Gold INGOT Unit 1 - Finding out about Open Standards

Aim

The aim of this lesson is to begin to understand Open Systems and their relationship with intellectual property.
By the end of the lesson you need to know the terms open standard‚ de facto standard, ISO standard‚ interoperability‚ BSI‚ ANSI.

INGOT assessment criterion - I understand the term interoperability

Observation
This is an exercise in observation. Use the links and watch the video clips about open standards. Write down as much as you can about Open Standards. Don`t worry if it doesn`t make much sense yet. Standards make it easier for people to use technology because they are presented with things that are familiar and they help different technologies work together. Open means that no-one can hide how the standard operates from other people or stop other people from using the standard.padlock

(If your site blocks "You Tube" you can use a web browser to go here and download and use the video locally. You should consider any copyright issues associated with any work you use)

Why Open Standards Matter
Open Standards Promote Access to Knowledge
The Social and Political Implications of Open Standards
Work in groups of 6 and put together 3 key questions about Open Standards that you would like to ask as a result of watching the video clips. Appoint a spokesperson and be ready for that person to ask your questions to the rest of the class. (alternatively join the Open Standards Forum and contribute there)

Make notes of answers to questions and things that you learnt about Open Standards from the questions and the videos. In your e-portfolio, make a title Open Standards. Write down what you think Open standards are and why they are important.

Standards in the IT industry are agreed so that information can easily pass between different technological systems. This free transfer of information between technological systems is called interoperability.

open lockAn Open Standard is a standard that everyone can use without paying the owner of the standard or being afraid of legal action for using the standard against the wishes of the owner of the standard. Open standards are clearly explained so that anyone with knowledge in the area of the standard can understand how the standard works and can implement it in their own work or products. A good example is HTML, the language used to develop web pages.

 

The opposite of an Open Standard is a Closed Standard sometimes referred to as a Proprietary Standard. Closed standards are kept secret and can be implemented so as to prevent a company's competitors from getting into a market that the company dominates. For example, if a company owned the railway lines they could prevent anyone they didn't approve from running a train service because they would own the key standard for running trains. The .doc format in MS Word is a good example from the world of IT.

Usually the most Open Standards are maintained by committees with no particular commercial interest in the standard or the industries supported by the standard. Standards that are effectively owned by one company or cartel of companies that benefit commercially from the standard are generally termed Proprietary Standards and are kept secret to benefit the owner of the standard. Popular proprietary standards are called De Facto standards because they are standards only because of common use, not because they have been agreed by official standardisation bodies or organisations. The .doc word processor format is a de facto standard, html is an open standard. The Flash video standard is a de facto standard, jpeg is an open standard. Can you find some more open and closed standards?
The international ISO standards committee generally maintains standards approved by the national standards committees of many countries and so ISO Standards tend to be accepted as fully open. British standards are a national version as are American Standards (BSI - British Standards Institute, ANSI – American National Standards Institute). Some standards will be British and ISO standards, others just one or the other. The same is true for other national standards organisations. There are many standards bodies and committees that are independent of countries and so it's quite confusing as to what the word standard actually means. Companies are very keen to use the term standard to support market confidence in their products. The term industry standard is often used to promote such confidence and to justify choice of popular proprietary brands, often by people that don't really understand the difference between open and closed standards.
Why does all this matter?
An important consideration is whether a standard promotes competition in a particular market or prevents it. This will determine the quality and price of the technological products you use. The worst case is when control of a single standard affects many other technologies and standards. A user that is locked into a proprietary standard will end up paying more and innovation and quality are likely to be reduced.
Now try the Open Standards Quiz by clicking here.

Extension work
Read the two articles here and here. They are critical of Microsoft for not supporting Open Standards. Can you find examples of where Microsoft does support Open Standards? As the current MS Office file formats become obsolete, is the company justified in developing its own new document formats when there is already an agreed international open standard? Why do you think it is or it isn`t? Summarise what you think for presentation to the rest of the group.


### [Task objective]
Among the records that follow, how many lines contain the word "this"? Give the number and no other words.

(Figure record extracts)
------------
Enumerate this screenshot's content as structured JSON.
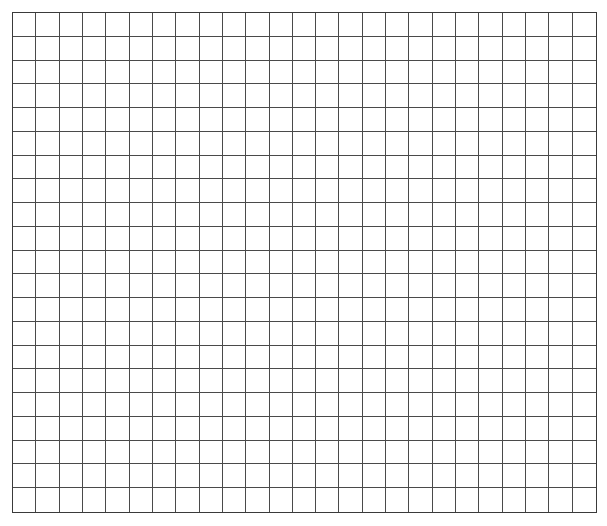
{
  "grid": {
    "columns": 25,
    "rows": 21,
    "line_color": "#4a4a4a",
    "border_color": "#3a3a3a",
    "background": "#ffffff"
  }
}
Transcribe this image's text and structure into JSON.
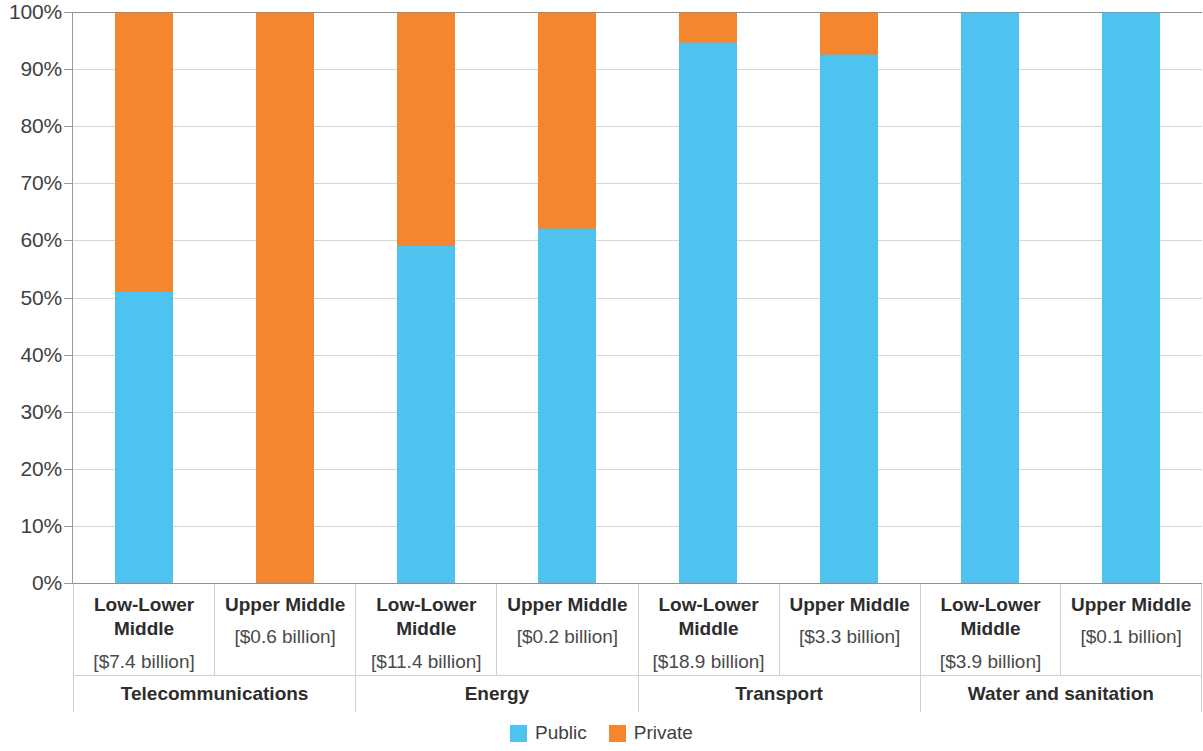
{
  "chart_data": {
    "type": "bar",
    "subtype": "stacked-100-percent",
    "title": "",
    "xlabel": "",
    "ylabel": "",
    "ylim": [
      0,
      100
    ],
    "grid": true,
    "legend_position": "bottom",
    "y_tick_labels": [
      "100%",
      "90%",
      "80%",
      "70%",
      "60%",
      "50%",
      "40%",
      "30%",
      "20%",
      "10%",
      "0%"
    ],
    "y_tick_values": [
      100,
      90,
      80,
      70,
      60,
      50,
      40,
      30,
      20,
      10,
      0
    ],
    "categories": [
      "Low-Lower Middle",
      "Upper Middle",
      "Low-Lower Middle",
      "Upper Middle",
      "Low-Lower Middle",
      "Upper Middle",
      "Low-Lower Middle",
      "Upper Middle"
    ],
    "series": [
      {
        "name": "Public",
        "color": "#4fc3ef",
        "values": [
          51,
          0,
          59,
          62,
          94.5,
          92.5,
          100,
          100
        ]
      },
      {
        "name": "Private",
        "color": "#f4862f",
        "values": [
          49,
          100,
          41,
          38,
          5.5,
          7.5,
          0,
          0
        ]
      }
    ],
    "annotations": [
      "[$7.4 billion]",
      "[$0.6 billion]",
      "[$11.4 billion]",
      "[$0.2 billion]",
      "[$18.9 billion]",
      "[$3.3 billion]",
      "[$3.9 billion]",
      "[$0.1 billion]"
    ]
  },
  "colors": {
    "public": "#4fc3ef",
    "private": "#f4862f",
    "gridline": "#d6d6d6",
    "axis": "#8f8f8f",
    "text": "#3f3f3f"
  },
  "legend": {
    "items": [
      {
        "label": "Public",
        "color": "#4fc3ef"
      },
      {
        "label": "Private",
        "color": "#f4862f"
      }
    ]
  },
  "groups": [
    {
      "name": "Telecommunications",
      "subgroups": [
        {
          "name": "Low-Lower Middle",
          "amount": "[$7.4 billion]",
          "public": 51,
          "private": 49
        },
        {
          "name": "Upper Middle",
          "amount": "[$0.6 billion]",
          "public": 0,
          "private": 100
        }
      ]
    },
    {
      "name": "Energy",
      "subgroups": [
        {
          "name": "Low-Lower Middle",
          "amount": "[$11.4 billion]",
          "public": 59,
          "private": 41
        },
        {
          "name": "Upper Middle",
          "amount": "[$0.2 billion]",
          "public": 62,
          "private": 38
        }
      ]
    },
    {
      "name": "Transport",
      "subgroups": [
        {
          "name": "Low-Lower Middle",
          "amount": "[$18.9 billion]",
          "public": 94.5,
          "private": 5.5
        },
        {
          "name": "Upper Middle",
          "amount": "[$3.3 billion]",
          "public": 92.5,
          "private": 7.5
        }
      ]
    },
    {
      "name": "Water and sanitation",
      "subgroups": [
        {
          "name": "Low-Lower Middle",
          "amount": "[$3.9 billion]",
          "public": 100,
          "private": 0
        },
        {
          "name": "Upper Middle",
          "amount": "[$0.1 billion]",
          "public": 100,
          "private": 0
        }
      ]
    }
  ]
}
------------
### [Response]
2